Tiananmen Square, for her,
as for so many others, was a turning point. "I became an adult, a
grown-up, after that." She was 17. "It was Saturday, and my friend
and I went to the mathematics school. When we came back it was 6.30 in
the
evening and people were already pushing buses into the streets to block
the
army. I think we all knew it would happen on that day. A lot of people
went out
on to the street, hoping that if there were enough of them they would
not
shoot." Li and her elder sister were locked in the house, with their
father standing guard; their mother went to investigate. She did not
get as far
as the square, but saw a grief-stricken mother being driven around the
city
displaying her seven-year-old who had been shot by the army, a bloody
rallying
cry. "My mother saw the body, and she came home crying. After that,
people
were so scared. It was an incredible week."
After
her year in the army Li went to university in Beijing
and became an immunologist whose sole aim was to
win a place at graduate school in the US. She chose Iowa,
and arrived in 1996, aged 23, and discovered that her sister's
suggestion that
she should watch Baywatch to learn about the US was
not much use. That first
year, surrounded by cornfields and unfamiliar people and trying to get
by on
English learned from tapes, she missed her family and boyfriend, but "I
was actually very happy to be on my own." There was no one to talk to
about books, though, and when she saw an ad in the student newspaper
for an
eight-week community writing course, she signed up. She'd never
produced a
single piece of writing in English before, so she was taken aback when
the
instructor read her first effort, about the grandmother she had never
known,
and asked if she'd ever thought about being published.
For
three years writing remained a hobby.
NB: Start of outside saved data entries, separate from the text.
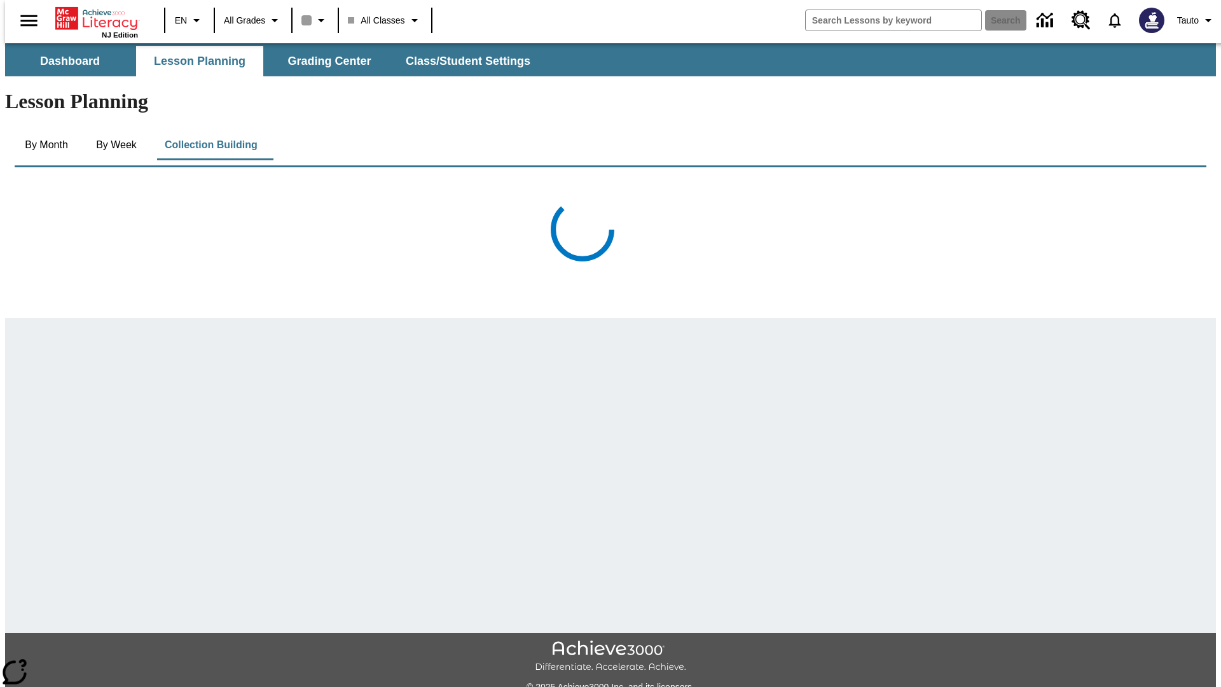 This screenshot has height=687, width=1221. I want to click on button: Grade: All Grades, Select a grade, so click(253, 20).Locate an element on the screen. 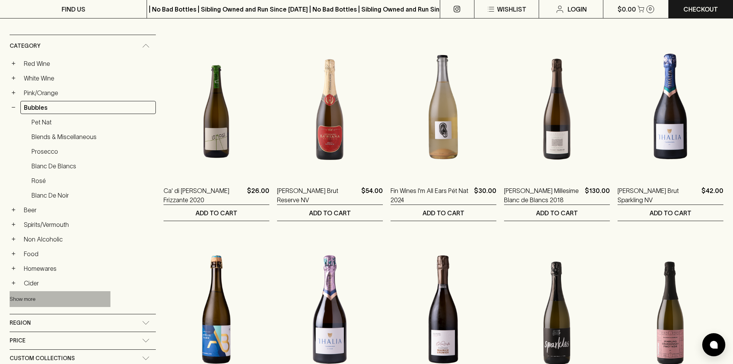  img: Stefano Lubiana Brut Reserve NV is located at coordinates (330, 107).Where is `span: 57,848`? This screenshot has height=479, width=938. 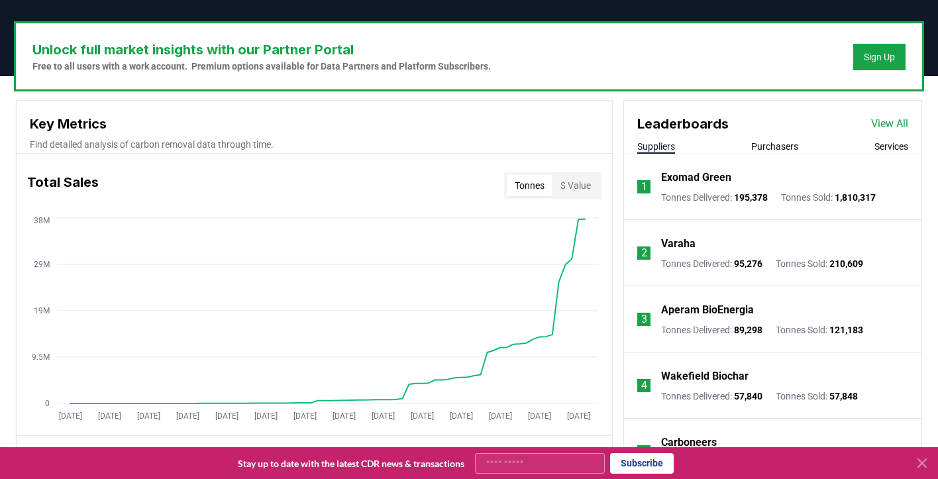
span: 57,848 is located at coordinates (843, 396).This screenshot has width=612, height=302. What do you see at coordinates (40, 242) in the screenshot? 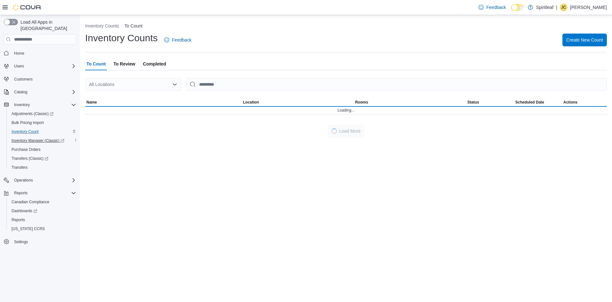
I see `button: Settings` at bounding box center [40, 242].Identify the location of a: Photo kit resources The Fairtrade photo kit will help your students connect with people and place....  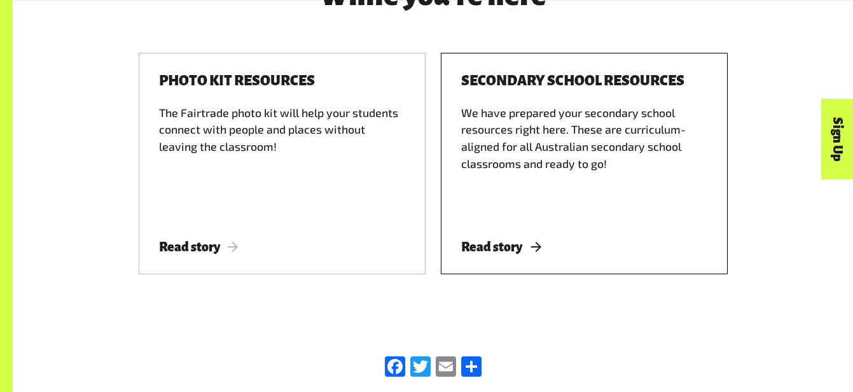
(282, 163).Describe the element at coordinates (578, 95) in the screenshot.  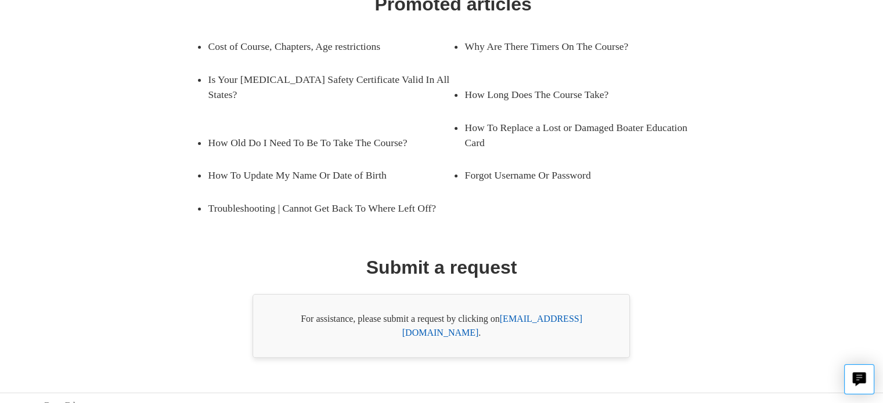
I see `a: How Long Does The Course Take?` at that location. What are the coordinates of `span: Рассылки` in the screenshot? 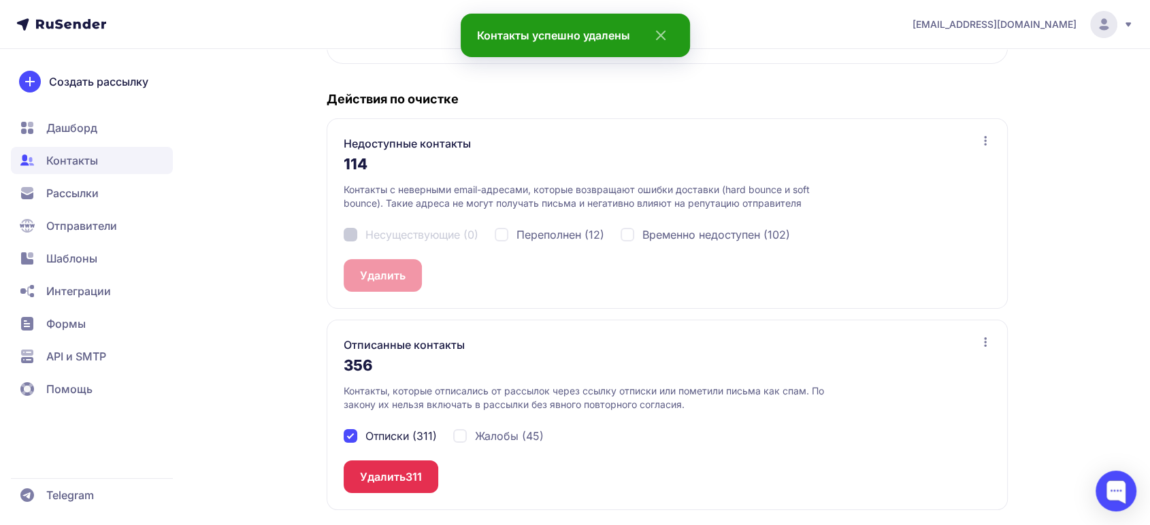 It's located at (72, 193).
She gained a
graduate degree, got married, worked in a lab on allergies, asthma, the
behaviour of B- and T-cells. And then she won a place at the Iowa
Writers'
Workshop, the American equivalent to the creative writing course at the
University
of East Anglia in
terms of the calibre of
its alumni and teachers, and proceeded to acquire two more graduate
degrees, in
fiction and creative non-fiction. None of these technically guarantees
anything, so she had to persuade her husband, a computer technician, to
bear
with her for three years while she gave writing a go.
Her
parents, who still live in China, took some
persuading, too.
"My mother said, 'Can you make money being a writer?' I said, 'No, you
cannot make money.' Then I published my book, and they were very proud
of
me." They provide observations of contemporary China,
have started suggesting what
she should write about. "My father will say, 'I know you're busy - I
can
go out and talk to people and get interesting stories for you'."
Part
of the issue is that they find it difficult to talk about
feelings within the family. "We never say we love each other. There is
no
vocabulary for those kinds of things." And yet her stories are full of
unexpected moments of love - often unexpressed, true, but striking for
their
range, for her understanding of love in old age, of the rewards of
loyalty, of
the pain of parental love. In the title story, an ageing man goes to
see his
daughter in the US.
She has just been through a divorce, and he is worried for her, but
everything
he says prompts her to withdraw; after a lifetime of distance, he finds
he
cannot break through. So he cooks, "but she does not know his cooking
has
become his praying, and she leaves the prayers unanswered".
Eventually
he discovers that she does communicate, freely
and openly, but in English, and not with him. "Baba," she says to him
finally, in exasperation, "if you grew up in a language that you never
used to express your feelings, it would be easier to take up another
language
and talk more in the new language. It makes you a new person." Although
Li
read a great deal of Chinese poetry growing up, she has found that "I
can't write in Chinese at all. I think it's more like self-censoring,
than
other people censoring me. I don't know - I just feel so much more
comfortable writing
in English. I think I need a distance with language just to write."
She
is also extremely reluctant to have her work translated
into Chinese. She has seen other Chinese writers working in English,
such as Ha
Jin, come in for storms of criticism at home, and "I'm just not
ready." Some Chinese Americans already disapprove of her; she says they
"are very upset because they think I am presenting a wrong picture of China.
You
know, it's my interpretation. If they don't agree, they can write
another
book." She's equally fierce about any expectation that she should feel
herself a representative of her country, required to cover certain
topics, to
take a particular line. "I really hate that. It feels unnatural. Nobody
would ask an American to represent America."
I mention that there is a
tendency in publishing to fall
gratefully upon the exotic, on multicultural minority value, and that
perhaps
this is accompanied by lower standards for the writing itself - the
classic
affirmative-action fear. "I think that happens, and I'm aware of it.
But I
don't buy it. I don't write for that reason. I'm not going to satisfy
people's
curiosity about exotic China,
or exotic Asians. If I write a story, I write a story. I have to make
sure it's
a good story, and that I don't take any short cuts because it's about China. I feel I
have a lot of Chinese stories I need to tell.